Tuesday, January 15, 2008

The Definitive Word on Social Networking in Schools

danah boyd:

I have yet to hear a compelling argument for why social network sites (or networking ones) should be used in the classroom. Those tools are primarily about socializing, with media and information sharing there to prop up the socialization process (much status is gained from knowing about the cool new thing). I haven't even heard of a good reason why social network site features should be used in the classroom. What is the value of knowing who is friends with who or creating a profile when you already know all of your classmates?

This not to say that technology doesn't belong in the classroom.... But why social network sites? To the degree that they support blogging and group sharing, sure... but that's not the key point of them at all. They key features that make them unique are: profiles plus visible, articulated and surfable friends' lists. I simply don't get why these are of value in the classroom.

3 comments:

Kevin Prentiss said...

danah says "classroom" and you say school.

I think the distinction matters.

My personal focus is higher ed, and in higher ed "outside of classroom" still fits under "school" as Student Affairs.

In high school, there are student groups and though the links between outside-of-classroom involvement, engagement and education success are more thoroughly researched at the college level, I suspect students getting together outside of the classroom to be excited about something positive together is good for their education and thus in the interests of the school.

Social networking makes the discovery and maintenance of these interest groupings easier, and, if the school is involved, trackable.

I agree with most of danah's points about the classroom specifically.

In person is better.
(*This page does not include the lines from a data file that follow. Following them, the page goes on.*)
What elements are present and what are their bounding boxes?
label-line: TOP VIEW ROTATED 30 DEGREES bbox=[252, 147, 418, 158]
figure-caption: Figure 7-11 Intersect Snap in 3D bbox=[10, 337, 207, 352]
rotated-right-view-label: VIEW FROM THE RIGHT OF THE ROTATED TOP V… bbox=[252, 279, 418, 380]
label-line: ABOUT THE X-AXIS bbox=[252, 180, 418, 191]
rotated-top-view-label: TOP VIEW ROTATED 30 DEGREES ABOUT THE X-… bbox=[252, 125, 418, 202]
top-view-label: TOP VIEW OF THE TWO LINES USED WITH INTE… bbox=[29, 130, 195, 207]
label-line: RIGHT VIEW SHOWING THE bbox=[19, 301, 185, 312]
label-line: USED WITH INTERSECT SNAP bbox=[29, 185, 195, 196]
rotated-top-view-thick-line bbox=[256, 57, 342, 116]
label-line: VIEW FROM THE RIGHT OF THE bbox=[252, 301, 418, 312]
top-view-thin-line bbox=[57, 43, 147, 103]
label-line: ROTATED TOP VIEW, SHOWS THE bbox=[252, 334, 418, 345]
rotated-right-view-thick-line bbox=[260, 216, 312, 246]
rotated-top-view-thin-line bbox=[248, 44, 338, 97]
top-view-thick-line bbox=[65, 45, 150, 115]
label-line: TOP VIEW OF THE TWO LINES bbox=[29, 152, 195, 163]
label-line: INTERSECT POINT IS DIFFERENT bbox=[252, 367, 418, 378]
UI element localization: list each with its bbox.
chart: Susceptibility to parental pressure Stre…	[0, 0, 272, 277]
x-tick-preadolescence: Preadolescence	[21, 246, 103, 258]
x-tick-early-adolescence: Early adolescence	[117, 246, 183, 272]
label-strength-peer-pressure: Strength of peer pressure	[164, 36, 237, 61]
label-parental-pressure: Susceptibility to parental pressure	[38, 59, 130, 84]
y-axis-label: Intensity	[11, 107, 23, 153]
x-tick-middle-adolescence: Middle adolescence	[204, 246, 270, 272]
Let's not facebook the live experience.

Where network discovery is important and helpful, SNSs can be a great tool to network outside of the class, at the rest of the school, and when the student is ready, network around the world.

As far as "definitive word" - what happened to your feelings expressed in this post:

http://www.tuttlesvc.org/2007/06/l3rn.html

Isn't a tool to surface pockets of either interest or brilliance worth exploring?

Tom Hoffman said...

Kevin,
The key is if you buy danah's definition of social networking software, which is built around explicitly defining who your friends are. If you apply that definition, the problems of social networking in primary and secondary school is pretty clear, at least to most people who work in those schools. It undermines a whole set of social priorities for the school community. In practice, you'd end up with a school-sanctioned medium for reinforcing cliquishness, shunning, etc.
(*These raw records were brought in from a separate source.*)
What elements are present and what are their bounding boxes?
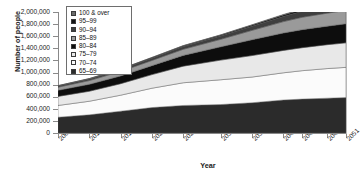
y-tick-label: 200,000 — [2, 118, 50, 125]
y-tick-label: 1,200,000 — [2, 57, 50, 64]
legend-swatch-icon — [71, 52, 76, 57]
legend-item: 75–79 — [71, 50, 131, 58]
legend-item: 85–89 — [71, 34, 131, 42]
y-tick-label: 2,000,000 — [2, 9, 50, 16]
legend-label: 75–79 — [79, 51, 97, 57]
y-tick-label: 1,600,000 — [2, 33, 50, 40]
y-tick-label: 400,000 — [2, 106, 50, 113]
legend-label: 70–74 — [79, 60, 97, 66]
legend-item: 90–94 — [71, 26, 131, 34]
y-tick-label: 600,000 — [2, 93, 50, 100]
x-tick-label: 2051 — [345, 127, 360, 142]
y-tick-label: 1,800,000 — [2, 21, 50, 28]
chart-figure: Number of people Year 2,000,0001,800,000… — [0, 0, 360, 179]
y-tick-label: 0 — [2, 130, 50, 137]
legend-label: 65–69 — [79, 68, 97, 74]
x-axis-line — [58, 133, 347, 134]
legend-swatch-icon — [71, 27, 76, 32]
legend-item: 65–69 — [71, 67, 131, 75]
legend-label: 90–94 — [79, 27, 97, 33]
chart-legend: 100 & over95–9990–9485–8980–8475–7970–74… — [66, 6, 132, 75]
y-tick-label: 1,000,000 — [2, 69, 50, 76]
legend-item: 100 & over — [71, 9, 131, 17]
legend-swatch-icon — [71, 11, 76, 16]
legend-swatch-icon — [71, 60, 76, 65]
legend-item: 70–74 — [71, 59, 131, 67]
plot-right-border — [346, 12, 347, 134]
legend-item: 95–99 — [71, 17, 131, 25]
y-tick-label: 800,000 — [2, 81, 50, 88]
x-axis-title: Year — [58, 161, 358, 170]
legend-swatch-icon — [71, 44, 76, 49]
legend-label: 80–84 — [79, 43, 97, 49]
legend-swatch-icon — [71, 36, 76, 41]
legend-label: 100 & over — [79, 10, 109, 16]
legend-item: 80–84 — [71, 42, 131, 50]
y-tick-label: 1,400,000 — [2, 45, 50, 52]
legend-swatch-icon — [71, 69, 76, 74]
legend-swatch-icon — [71, 19, 76, 24]
legend-label: 95–99 — [79, 18, 97, 24]
legend-label: 85–89 — [79, 35, 97, 41]
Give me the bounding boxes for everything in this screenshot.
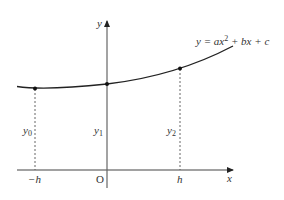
ordinate-label-y0: y0 bbox=[22, 124, 32, 138]
tick-neg-h: −h bbox=[28, 173, 41, 185]
point-zero bbox=[105, 82, 109, 86]
x-axis-label: x bbox=[226, 172, 232, 184]
point-pos-h bbox=[178, 67, 182, 71]
parabola-diagram: y x O −h h y0 y1 y2 y = ax2 + bx + c bbox=[0, 0, 284, 200]
ordinate-label-y2: y2 bbox=[166, 124, 176, 138]
y-axis-label: y bbox=[96, 17, 102, 29]
parabola-curve bbox=[17, 46, 233, 88]
ordinate-label-y1: y1 bbox=[93, 124, 103, 138]
point-neg-h bbox=[33, 87, 37, 91]
equation-label: y = ax2 + bx + c bbox=[195, 34, 269, 47]
tick-pos-h: h bbox=[177, 173, 183, 185]
origin-label: O bbox=[96, 173, 104, 185]
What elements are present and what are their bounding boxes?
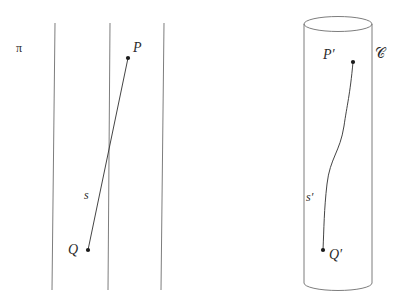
point-p-prime-label: P′ [323, 48, 335, 62]
cylinder-top-ellipse [304, 17, 372, 32]
cylinder-surface-label: 𝒞 [375, 46, 385, 60]
point-q-dot [86, 248, 90, 252]
geodesic-curve-group [321, 60, 355, 252]
geodesic-segment-group [86, 56, 130, 252]
plane-ruling-line-3 [161, 23, 164, 290]
figure-canvas: π P Q s 𝒞 P′ Q′ s′ [0, 0, 399, 305]
point-p-label: P [133, 41, 142, 55]
plane-ruling-line-2 [108, 23, 110, 290]
curve-s-prime-label: s′ [306, 191, 313, 203]
point-q-label: Q [68, 243, 78, 257]
plane-ruling-line-1 [52, 23, 55, 290]
curve-s-prime-path [323, 62, 353, 250]
segment-s-label: s [84, 189, 89, 201]
point-q-prime-dot [321, 248, 325, 252]
cylinder-bottom-arc [304, 283, 372, 291]
point-p-prime-dot [351, 60, 355, 64]
plane-label: π [16, 42, 22, 54]
segment-s-line [88, 58, 128, 250]
point-p-dot [126, 56, 130, 60]
point-q-prime-label: Q′ [329, 248, 342, 262]
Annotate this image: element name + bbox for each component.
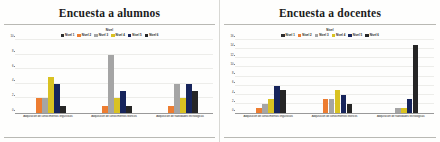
page-title-alumnos: Encuesta a alumnos: [0, 0, 219, 21]
bar[interactable]: [407, 99, 412, 113]
y-axis-docentes: 0246810121416: [224, 40, 235, 114]
bar[interactable]: [335, 90, 340, 113]
legend-swatch-icon-nivel-4: [111, 34, 115, 38]
bar-group: [317, 40, 352, 113]
bar-groups-docentes: [235, 40, 434, 113]
legend-item-nivel-1[interactable]: Nivel 1: [61, 33, 75, 38]
plot-area-alumnos: 0246810: [4, 40, 213, 114]
legend-item-doc-nivel-6[interactable]: Nivel 6: [365, 33, 379, 38]
bar[interactable]: [256, 108, 261, 113]
x-axis-labels-docentes: Adquisición de conocimientos lingüístico…: [235, 115, 434, 118]
legend-label-doc-nivel-4: Nivel 4: [336, 33, 345, 38]
x-label-doc-2: Adquisición de habilidades tecnológicas: [370, 115, 432, 118]
bar[interactable]: [401, 108, 406, 113]
bar-group: [251, 40, 286, 113]
legend-item-doc-nivel-2[interactable]: Nivel 2: [298, 33, 312, 38]
legend-swatch-icon-nivel-6: [145, 34, 149, 38]
legend-item-nivel-5[interactable]: Nivel 5: [128, 33, 142, 38]
bar-group: [30, 40, 65, 113]
bar[interactable]: [174, 84, 179, 113]
legend-swatch-icon-nivel-2: [77, 34, 81, 38]
title-divider-right: [224, 24, 436, 25]
bar[interactable]: [54, 84, 59, 113]
y-tick-label: 8: [12, 49, 14, 53]
bar[interactable]: [186, 84, 191, 113]
legend-item-nivel-4[interactable]: Nivel 4: [111, 33, 125, 38]
bottom-divider-left: [4, 137, 215, 138]
bar[interactable]: [268, 99, 273, 113]
legend-label-nivel-4: Nivel 4: [116, 33, 125, 38]
plot-area-docentes: 0246810121416: [224, 40, 434, 114]
bar-group: [162, 40, 197, 113]
legend-swatch-icon-nivel-1: [61, 34, 65, 38]
legend-label-nivel-3: Nivel 3: [99, 33, 108, 38]
legend-item-nivel-6[interactable]: Nivel 6: [145, 33, 159, 38]
legend-docentes: Nivel Nivel 1 Nivel 2 Nivel 3 Nivel 4: [220, 28, 440, 38]
legend-label-nivel-1: Nivel 1: [65, 33, 74, 38]
chart-panel-alumnos: Encuesta a alumnos Nivel Nivel 1 Nivel 2…: [0, 0, 220, 142]
bar[interactable]: [274, 86, 279, 113]
bar[interactable]: [329, 99, 334, 113]
legend-item-nivel-3[interactable]: Nivel 3: [94, 33, 108, 38]
y-tick-label: 16: [230, 34, 233, 38]
bar[interactable]: [48, 77, 53, 114]
y-tick-label: 2: [232, 99, 234, 103]
y-tick-label: 10: [10, 34, 13, 38]
bar[interactable]: [395, 108, 400, 113]
legend-label-doc-nivel-2: Nivel 2: [302, 33, 311, 38]
legend-label-doc-nivel-3: Nivel 3: [319, 33, 328, 38]
bar[interactable]: [102, 106, 107, 113]
y-tick-label: 0: [232, 108, 234, 112]
legend-swatch-icon-doc-nivel-5: [348, 34, 352, 38]
x-label-0: Adquisición de conocimientos lingüístico…: [17, 115, 79, 118]
bar[interactable]: [262, 104, 267, 113]
legend-item-doc-nivel-1[interactable]: Nivel 1: [281, 33, 295, 38]
y-tick-label: 6: [232, 80, 234, 84]
bar[interactable]: [280, 90, 285, 113]
legend-item-doc-nivel-3[interactable]: Nivel 3: [315, 33, 329, 38]
bar[interactable]: [180, 98, 185, 113]
x-axis-labels-alumnos: Adquisición de conocimientos lingüístico…: [15, 115, 213, 118]
legend-item-doc-nivel-5[interactable]: Nivel 5: [348, 33, 362, 38]
legend-swatch-icon-doc-nivel-4: [332, 34, 336, 38]
legend-alumnos: Nivel Nivel 1 Nivel 2 Nivel 3 Nivel 4: [0, 28, 219, 38]
bar[interactable]: [413, 45, 418, 113]
legend-title-docentes: Nivel: [220, 28, 440, 32]
bar[interactable]: [323, 99, 328, 113]
legend-item-doc-nivel-4[interactable]: Nivel 4: [332, 33, 346, 38]
y-tick-label: 6: [12, 64, 14, 68]
x-label-doc-0: Adquisición de conocimientos lingüístico…: [237, 115, 299, 118]
title-divider-left: [4, 24, 215, 25]
bar-groups-alumnos: [15, 40, 213, 113]
legend-label-nivel-6: Nivel 6: [149, 33, 158, 38]
bar-group: [96, 40, 131, 113]
legend-items-alumnos: Nivel 1 Nivel 2 Nivel 3 Nivel 4 Nivel 5: [0, 33, 219, 38]
y-tick-label: 4: [232, 90, 234, 94]
legend-label-doc-nivel-5: Nivel 5: [353, 33, 362, 38]
bar[interactable]: [108, 55, 113, 113]
bar[interactable]: [168, 106, 173, 113]
legend-label-doc-nivel-1: Nivel 1: [286, 33, 295, 38]
bar[interactable]: [341, 95, 346, 113]
x-label-2: Adquisición de habilidades tecnológicas: [149, 115, 211, 118]
bar[interactable]: [114, 98, 119, 113]
legend-title-alumnos: Nivel: [0, 28, 219, 32]
legend-label-nivel-2: Nivel 2: [82, 33, 91, 38]
bar[interactable]: [120, 91, 125, 113]
bar[interactable]: [36, 98, 41, 113]
bar[interactable]: [347, 104, 352, 113]
y-tick-label: 0: [12, 108, 14, 112]
legend-label-doc-nivel-6: Nivel 6: [370, 33, 379, 38]
y-tick-label: 12: [230, 53, 233, 57]
bottom-divider-right: [224, 137, 436, 138]
legend-swatch-icon-doc-nivel-6: [365, 34, 369, 38]
x-label-1: Adquisición de conocimientos teóricos: [83, 115, 145, 118]
bar[interactable]: [42, 98, 47, 113]
legend-swatch-icon-doc-nivel-1: [281, 34, 285, 38]
x-label-doc-1: Adquisición de conocimientos teóricos: [303, 115, 365, 118]
bar[interactable]: [192, 91, 197, 113]
bar[interactable]: [126, 106, 131, 113]
bar[interactable]: [60, 106, 65, 113]
legend-item-nivel-2[interactable]: Nivel 2: [77, 33, 91, 38]
y-tick-label: 2: [12, 93, 14, 97]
On the other hand, you can choose to not define social networking, the route Ewan chose, in which case it means everything and nothing. iirc, I also was using this definition when l3rn came around the first time, and focusing on the more general aspects of it.

Also, I tend to be more forgiving of implementations than concepts. I see no reason to spare people's feelings about their ideas, but I try to be less harsh on things people create.

Kevin Prentiss said...

I got a chuckle out of that last bit and I like the approach.
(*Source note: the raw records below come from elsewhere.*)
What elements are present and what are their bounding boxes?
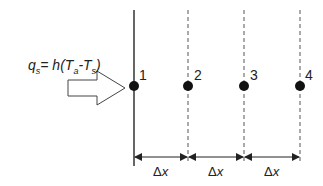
spacing-label-3: Δx [264,164,279,179]
node-dot-1 [129,81,139,91]
node-label-3: 3 [250,68,258,82]
node-label-1: 1 [139,68,147,82]
spacing-label-1: Δx [153,164,168,179]
spacing-label-2: Δx [208,164,223,179]
heat-flux-arrow-icon [68,71,125,105]
node-diagram [0,0,323,186]
node-dot-3 [239,81,249,91]
node-label-4: 4 [305,68,313,82]
heat-flux-equation: qs= h(Ta-Ts) [28,57,101,76]
node-dot-2 [183,81,193,91]
node-label-2: 2 [194,68,202,82]
node-dot-4 [295,81,305,91]
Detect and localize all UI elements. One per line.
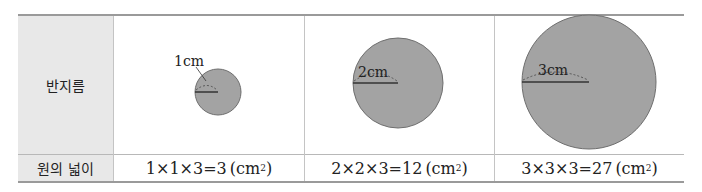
area-formula-2: 2×2×3=12: [331, 159, 422, 178]
area-cell-1: 1×1×3=3 (cm2): [114, 155, 304, 181]
circle-radius-1: 1cm: [174, 53, 241, 115]
radius-label-2: 2cm: [358, 64, 388, 80]
area-cell-3: 3×3×3=27 (cm2): [495, 155, 684, 181]
area-unit-3: (cm: [615, 159, 645, 178]
circles-figure: 1cm 2cm 3cm: [18, 14, 684, 154]
row-header-area: 원의 넓이: [18, 155, 113, 181]
circle-area-table: 반지름 원의 넓이 1cm 2cm 3cm 1×1×3=3 (cm: [18, 14, 684, 182]
area-formula-3: 3×3×3=27: [521, 159, 612, 178]
circle-radius-2: 2cm: [353, 38, 443, 128]
unit-close: ): [461, 159, 467, 178]
area-unit-2: (cm: [425, 159, 455, 178]
unit-close: ): [266, 159, 272, 178]
radius-label-1: 1cm: [174, 53, 204, 69]
area-cell-2: 2×2×3=12 (cm2): [305, 155, 494, 181]
unit-close: ): [651, 159, 657, 178]
circle-radius-3: 3cm: [522, 15, 656, 149]
table-bottom-border: [18, 181, 684, 183]
area-formula-1: 1×1×3=3: [146, 159, 227, 178]
area-unit-1: (cm: [230, 159, 260, 178]
radius-label-3: 3cm: [538, 62, 568, 78]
Agreed that it hinges on the definition. There's plenty of room between danah's and nothing.

danah says:

"Realize that there are interface problems and figure out how to work around them to meet your goals."

Students could use social networking for more than reinforcing cliquishness. Some do. If their idea/maturity/values are there they hack the interface. (Facebook is absolutely intended for danah's definition.)

The education opportunity is to meet some where between teaching the student and giving them the right interface.

As someone else pointed out on danah's comments - this is more important/relevant as students get older (and their network needs get more complex.)